For the Cuban part of the program, there will be arrangements of three Lecuona songs — Zambra Gitana, En Tres por Cuatro and A la Antigua — plus five popular Cuban songs sung by Roitstein’s sister Alina, an operatic soprano who also sings salsa and Brazilian popular song. She’ll sing Cachao Lopez’s A Gozar con mi Combo, Benny Moré’s Bonito y Sabroso, Antonio Castro’s No Encuentra Palabras, Ernesto Duarte’s Como Fue and Obdulio Morales’ Dame Bururu. [Here’s a video of Moré singing Como Fue.]

Roitstein, 28, grew up in Los Angeles, but his parents are Miamians, and his mother is originally from Cuba. His father, a jazz pianist, also plays in a salsa band, and Roitstein grew up listening to Cuban music from his earliest years. He also has spent a good deal of time in Mexico, where one of his grandmothers retired and where he taught and played chamber music.

“It’s been a fun program for us, because one of the first things we did as a quintet was … ‘A Gozar con mi Combo.’ So one of the first things we started doing was popular Cuban dance music with string arrangements,” he said. “It’s evolved, and we’ve been developing a big repertoire.”

The two central composers of the program, Ponce (1882-1948) and Lecuona (1895-1963), are iconic in their home countries and share career similarities, Roitstein said.

“They both studied in Europe, and they both came back,” he said, where they developed nationalistic styles of composition. “Lecuona looked to a lot of Afro-Cuban rhythms and incorporated them into his songs, and Ponce wrote these folky melodies that are really melodic and beautiful.

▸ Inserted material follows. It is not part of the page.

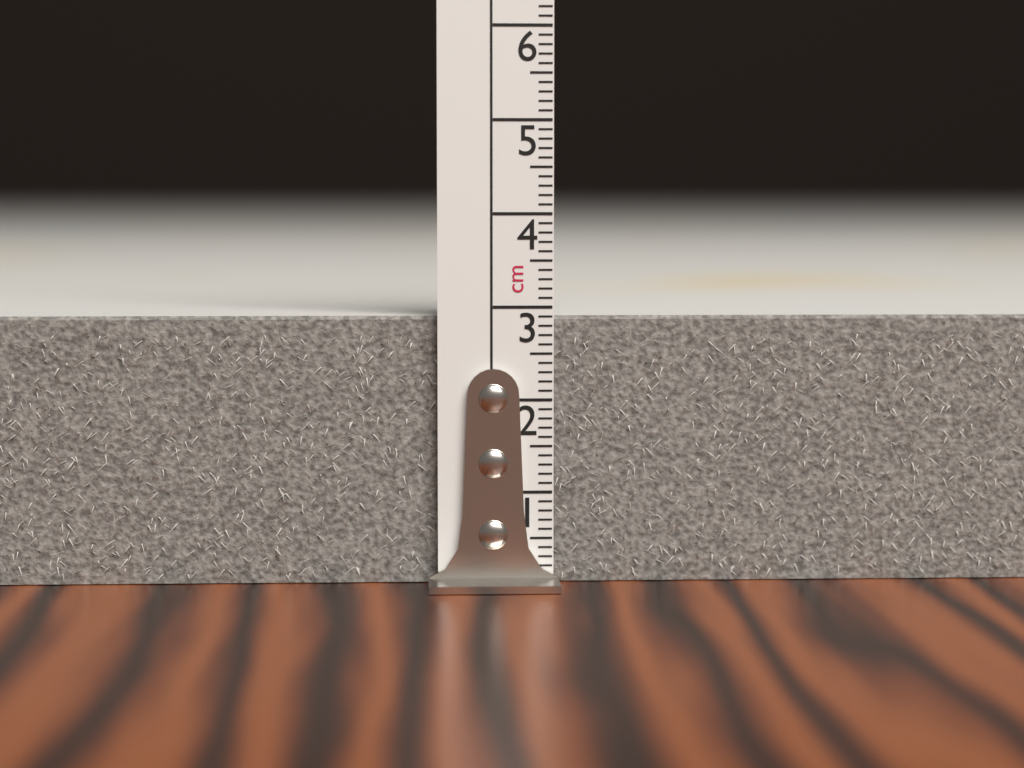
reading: 2.9 cm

We wanted to look at those two composers and the legacy they left to composers who followed after them.”

Toomai’s original mission was to mount interactive concerts for young people, and that still makes up much of its work. It has a residency at a New York hospital through the agency of Carnegie Hall, and regularly visits schools, and in both cases the members engage in dialogue with their audiences about the music they’re playing.

Next month, Toomai does a tour of Los Angeles, and will bring this very same program to the Museum of Latin American Art in Long Beach. They also will present a program of contemporary music, including a commissioned piece by New York-based Vincent Raikhel, and will do its interactive concerts for students throughout Southern California, he said.

Toomai, which is hoping to raise enough money to do some recording next year, benefits from today’s eclectic music scene, in which old barriers and genre restrictions have loosened considerably. Its members have distinctly different tastes, and its concerts reflect that.

“A lot of us are avid about the contemporary music scene in New York, and because of that, we’re really passionate about premiering new works for the instrumentation because we just want to play new music,” he said, adding that its popularly oriented selections have include Roma songs as well as the Latin American pieces. “It’s a mix of everybody’s different influences, and we try to include that in all the concerts.”

That doesn’t mean that the older repertoire is pushed to one side, though.

“We do play a lot of classical music still,” Roitstein said. “It’s just that the palate is a lot more open right now.”